Friday, April 19, 2019

The 'Love Hormone' Could Be Used for Weight Loss

Scientists suspect that one element of the obesity epidemic is that the brains of obese people respond differently to images of delicious, calorically dense foods. Obese individuals’ brains seem to light up at the sight of donuts, pizza, and other calorie bombs, even when they’re no longer hungry.

Some studies have suggested that this heightened activity might predispose people to overeating. Today, nearly 40 percent of American adults are obese, and obesity is predicted to become the leading cause of cancer among Americans, replacing smoking, within five or 10 years. (Though it’s still not clear yet which comes first—the obesity or the overactive brain activity.) “Part of the reason for the obesity epidemic is that people eat when they’re not hungry,” says Elizabeth Lawson, an associate professor of medicine at Harvard Medical School and a neuroendocrinologist at Massachusetts General Hospital.

[Read: How therapy can cure overeating]

A remedy for this over-activation in the brain might come from an unexpected source: oxytocin, the brain chemical often associated with love and social relationships. Oxytocin is sometimes called the “cuddle hormone” because it’s released during sex, childbirth, and breastfeeding. People who are in the early stages of falling in love have higher levels of oxytocin than normal. The drug ecstasy also increases concentrations of the hormone in the blood.

Oxytocin has a variety of other surprising functions. A form of the chemical, Pitocin, induces labor, and another form might help treat stomach pain. Early studies have suggested the hormone might boost social skills among kids with autism. Now, Lawson and other researchers are investigating whether oxytocin might also prevent overeating.

Lawson and her colleagues recently showed images of high-calorie foods to 10 overweight and obese men. She found that the regions of the brain involved in eating for pleasure lit up when the men viewed the images. A dose of oxytocin, compared to a placebo, weakened the activity in those regions, and it also reduced the activity between them. Meanwhile, oxytocin didn’t have that effect when the men viewed images of low-calorie foods or household items. Lawson’s colleagues presented the research, which has not yet been published in a peer-reviewed journal, last month at Endo 2019, the Endocrine Society’s annual meeting.

“One of the key ways oxytocin works in limiting the amount of food that we eat is that it speeds up the satiety process, or reaching fullness,” says Pawel Olszewski, an associate professor of physiology at the University of Waikato in New Zealand who was not involved with Lawson’s study. “Then, oxytocin works through brain areas that are associated with the pleasure of eating, and it decreases our eating for pleasure.”

[Read: Why comfort food comforts ]

That’s just one of the ways oxytocin shows potential as an obesity treatment. Previously, Lawson and her colleagues found that the hormone improves insulin sensitivity and encourages the body to use of fat as a fuel for the body. Lawson’s other studies have shown that oxytocin reduces activation in the hypothalamus, an area of the brain that controls hunger, and increases activation in areas of the brain associated with impulse control. To Lawson, the results together suggest that the hormone creates less of a need to eat, reduces the compulsion to eat for fun, and improves impulse control when it comes to actually reaching for that second slice of cake. Oxytocin, in other words, appears to make food seem less rewarding.

Other researchers have found that oxytocin might weaken alcoholics’ dependence on alcohol, drawing parallels to the hormone’s effects on how some obese people’s brains perceive food. A study published in the journal PLoS this month showed that oxytocin cut the desire to drink among alcohol-dependent rats. It’s not clear what this anti-drinking element of oxytocin has to do with its love-hormone properties, if anything.

So why can’t we just pick up bottles of oxytocin at CVS? For one thing, most of these studies have been very small; 10 is a minuscule sample size. They’ve been largely conducted on men, so future research would need to be expanded to women. The entire mechanism behind oxytocin’s effects on eating behavior and metabolism needs to be firmed up, and the safety of using the hormone over the long term needs to be established.

The way Lawson’s and many other studies have been conducted is by putting oxytocin in a nasal spray and attempting to shoot it directly toward the brain. But it’s not clear how much of the drug the person is actually getting through this kind of application, and researchers are still working on making it more precise. To answer some of these questions, Lawson is currently conducting an NIH-funded randomized, controlled trial that will administer oxytocin to obese men and women for eight weeks.

Finally, even if all of these studies are successful, it’s important to remember that there are myriad reasons—social, economic, biological, cultural—that people become obese, addicted to food, or addicted to other substances. An oxytocin treatment might only work for some of them, and even if it did, not all obese people desire to lose weight. “Its effectiveness may depend on the reason for why the obese individual is obese,” Olszewski says.

Still, a drug that helped even a fraction of America’s 93 million obese people would be a major breakthrough. If all of this research bears results, many years from now, there may be another reason to love the love hormone.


§ **GOAL OF THE EXERCISE**
Write out all records as given; omit images.

• • • • •

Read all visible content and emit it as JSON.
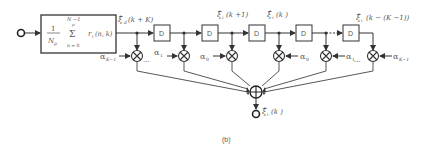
{
  "diagram": {
    "caption": "(b)",
    "input_label": "",
    "averager": {
      "frac_num": "1",
      "frac_den": "N",
      "frac_den_sub": "p",
      "sum_upper": "N  −1",
      "sum_upper2": "p",
      "sum_symbol": "Σ",
      "sum_lower": "n = 0",
      "term": "r",
      "term_sub": "i",
      "term_args": "(n, k)"
    },
    "delay_label": "D",
    "signal_labels": {
      "first": "ξ̂",
      "first_sub": "d",
      "first_args": "(k + K)",
      "second": "ξ̂",
      "second_sub": "i",
      "second_args": "(k +1)",
      "third": "ξ̂",
      "third_sub": "i",
      "third_args": "(k )",
      "last": "ξ̂",
      "last_sub": "i",
      "last_args": "(k − (K  −1))",
      "output": "ξ̃",
      "output_sub": "i",
      "output_args": "(k )"
    },
    "coefficients": [
      "α",
      "α",
      "α",
      "α",
      "α",
      "α"
    ],
    "coefficient_subs": [
      "K−1",
      "1",
      "0",
      "0",
      "1",
      "K−1"
    ],
    "ellipsis": "..."
  }
}
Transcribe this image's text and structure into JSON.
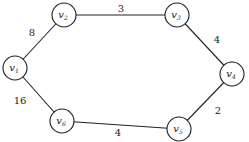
{
  "diagram": {
    "type": "weighted-undirected-graph",
    "node_radius": 12,
    "colors": {
      "stroke": "#222222",
      "fill": "#ffffff",
      "text": "#222222"
    },
    "nodes": [
      {
        "id": "v1",
        "base": "v",
        "sub": "1",
        "x": 15,
        "y": 68
      },
      {
        "id": "v2",
        "base": "v",
        "sub": "2",
        "x": 64,
        "y": 15
      },
      {
        "id": "v3",
        "base": "v",
        "sub": "3",
        "x": 177,
        "y": 15
      },
      {
        "id": "v4",
        "base": "v",
        "sub": "4",
        "x": 232,
        "y": 74
      },
      {
        "id": "v5",
        "base": "v",
        "sub": "5",
        "x": 179,
        "y": 129
      },
      {
        "id": "v6",
        "base": "v",
        "sub": "6",
        "x": 62,
        "y": 121
      }
    ],
    "edges": [
      {
        "from": "v1",
        "to": "v2",
        "weight": "8",
        "lx": 32,
        "ly": 36
      },
      {
        "from": "v2",
        "to": "v3",
        "weight": "3",
        "lx": 121,
        "ly": 12
      },
      {
        "from": "v3",
        "to": "v4",
        "weight": "4",
        "lx": 217,
        "ly": 43
      },
      {
        "from": "v4",
        "to": "v5",
        "weight": "2",
        "lx": 218,
        "ly": 114
      },
      {
        "from": "v5",
        "to": "v6",
        "weight": "4",
        "lx": 118,
        "ly": 136
      },
      {
        "from": "v6",
        "to": "v1",
        "weight": "16",
        "lx": 20,
        "ly": 104
      }
    ]
  }
}
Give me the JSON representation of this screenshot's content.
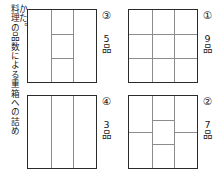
{
  "caption": {
    "line_main": "料理の品数による重箱への詰め",
    "line_tail": "かた。"
  },
  "boxes": [
    {
      "id": "box-3",
      "position": "top-left",
      "number_label": "③",
      "count_label": "5品",
      "compartments": 5,
      "vertical_lines_pct": [
        33.3,
        66.6
      ],
      "horizontal_segments": [
        {
          "column": "middle",
          "y_pct": 33.3
        },
        {
          "column": "middle",
          "y_pct": 66.6
        }
      ]
    },
    {
      "id": "box-1",
      "position": "top-right",
      "number_label": "①",
      "count_label": "9品",
      "compartments": 9,
      "vertical_lines_pct": [
        33.3,
        66.6
      ],
      "horizontal_segments": [
        {
          "column": "full",
          "y_pct": 33.3
        },
        {
          "column": "full",
          "y_pct": 66.6
        }
      ]
    },
    {
      "id": "box-4",
      "position": "bottom-left",
      "number_label": "④",
      "count_label": "3品",
      "compartments": 3,
      "vertical_lines_pct": [
        33.3,
        66.6
      ],
      "horizontal_segments": []
    },
    {
      "id": "box-2",
      "position": "bottom-right",
      "number_label": "②",
      "count_label": "7品",
      "compartments": 7,
      "vertical_lines_pct": [
        33.3,
        66.6
      ],
      "horizontal_segments": [
        {
          "column": "left",
          "y_pct": 50.0
        },
        {
          "column": "middle",
          "y_pct": 33.3
        },
        {
          "column": "middle",
          "y_pct": 66.6
        },
        {
          "column": "right",
          "y_pct": 50.0
        }
      ]
    }
  ],
  "colors": {
    "border": "#2b2b2b",
    "inner_line": "#8c8c8c",
    "text": "#171717",
    "background": "#ffffff"
  }
}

• • • • •

§ **SOLUTION TO THIS EXERCISE**
Read all visible content and emit it as JSON.
{
  "diagram": {
    "caption": "(b)",
    "input_label": "",
    "averager": {
      "frac_num": "1",
      "frac_den": "N",
      "frac_den_sub": "p",
      "sum_upper": "N  −1",
      "sum_upper2": "p",
      "sum_symbol": "Σ",
      "sum_lower": "n = 0",
      "term": "r",
      "term_sub": "i",
      "term_args": "(n, k)"
    },
    "delay_label": "D",
    "signal_labels": {
      "first": "ξ̂",
      "first_sub": "d",
      "first_args": "(k + K)",
      "second": "ξ̂",
      "second_sub": "i",
      "second_args": "(k +1)",
      "third": "ξ̂",
      "third_sub": "i",
      "third_args": "(k )",
      "last": "ξ̂",
      "last_sub": "i",
      "last_args": "(k − (K  −1))",
      "output": "ξ̃",
      "output_sub": "i",
      "output_args": "(k )"
    },
    "coefficients": [
      "α",
      "α",
      "α",
      "α",
      "α",
      "α"
    ],
    "coefficient_subs": [
      "K−1",
      "1",
      "0",
      "0",
      "1",
      "K−1"
    ],
    "ellipsis": "..."
  }
}
Transcribe this image's text and structure into JSON.
{
  "diagram": {
    "type": "weighted-undirected-graph",
    "node_radius": 12,
    "colors": {
      "stroke": "#222222",
      "fill": "#ffffff",
      "text": "#222222"
    },
    "nodes": [
      {
        "id": "v1",
        "base": "v",
        "sub": "1",
        "x": 15,
        "y": 68
      },
      {
        "id": "v2",
        "base": "v",
        "sub": "2",
        "x": 64,
        "y": 15
      },
      {
        "id": "v3",
        "base": "v",
        "sub": "3",
        "x": 177,
        "y": 15
      },
      {
        "id": "v4",
        "base": "v",
        "sub": "4",
        "x": 232,
        "y": 74
      },
      {
        "id": "v5",
        "base": "v",
        "sub": "5",
        "x": 179,
        "y": 129
      },
      {
        "id": "v6",
        "base": "v",
        "sub": "6",
        "x": 62,
        "y": 121
      }
    ],
    "edges": [
      {
        "from": "v1",
        "to": "v2",
        "weight": "8",
        "lx": 32,
        "ly": 36
      },
      {
        "from": "v2",
        "to": "v3",
        "weight": "3",
        "lx": 121,
        "ly": 12
      },
      {
        "from": "v3",
        "to": "v4",
        "weight": "4",
        "lx": 217,
        "ly": 43
      },
      {
        "from": "v4",
        "to": "v5",
        "weight": "2",
        "lx": 218,
        "ly": 114
      },
      {
        "from": "v5",
        "to": "v6",
        "weight": "4",
        "lx": 118,
        "ly": 136
      },
      {
        "from": "v6",
        "to": "v1",
        "weight": "16",
        "lx": 20,
        "ly": 104
      }
    ]
  }
}
Give me the JSON representation of this screenshot's content.
{
  "caption": {
    "line_main": "料理の品数による重箱への詰め",
    "line_tail": "かた。"
  },
  "boxes": [
    {
      "id": "box-3",
      "position": "top-left",
      "number_label": "③",
      "count_label": "5品",
      "compartments": 5,
      "vertical_lines_pct": [
        33.3,
        66.6
      ],
      "horizontal_segments": [
        {
          "column": "middle",
          "y_pct": 33.3
        },
        {
          "column": "middle",
          "y_pct": 66.6
        }
      ]
    },
    {
      "id": "box-1",
      "position": "top-right",
      "number_label": "①",
      "count_label": "9品",
      "compartments": 9,
      "vertical_lines_pct": [
        33.3,
        66.6
      ],
      "horizontal_segments": [
        {
          "column": "full",
          "y_pct": 33.3
        },
        {
          "column": "full",
          "y_pct": 66.6
        }
      ]
    },
    {
      "id": "box-4",
      "position": "bottom-left",
      "number_label": "④",
      "count_label": "3品",
      "compartments": 3,
      "vertical_lines_pct": [
        33.3,
        66.6
      ],
      "horizontal_segments": []
    },
    {
      "id": "box-2",
      "position": "bottom-right",
      "number_label": "②",
      "count_label": "7品",
      "compartments": 7,
      "vertical_lines_pct": [
        33.3,
        66.6
      ],
      "horizontal_segments": [
        {
          "column": "left",
          "y_pct": 50.0
        },
        {
          "column": "middle",
          "y_pct": 33.3
        },
        {
          "column": "middle",
          "y_pct": 66.6
        },
        {
          "column": "right",
          "y_pct": 50.0
        }
      ]
    }
  ],
  "colors": {
    "border": "#2b2b2b",
    "inner_line": "#8c8c8c",
    "text": "#171717",
    "background": "#ffffff"
  }
}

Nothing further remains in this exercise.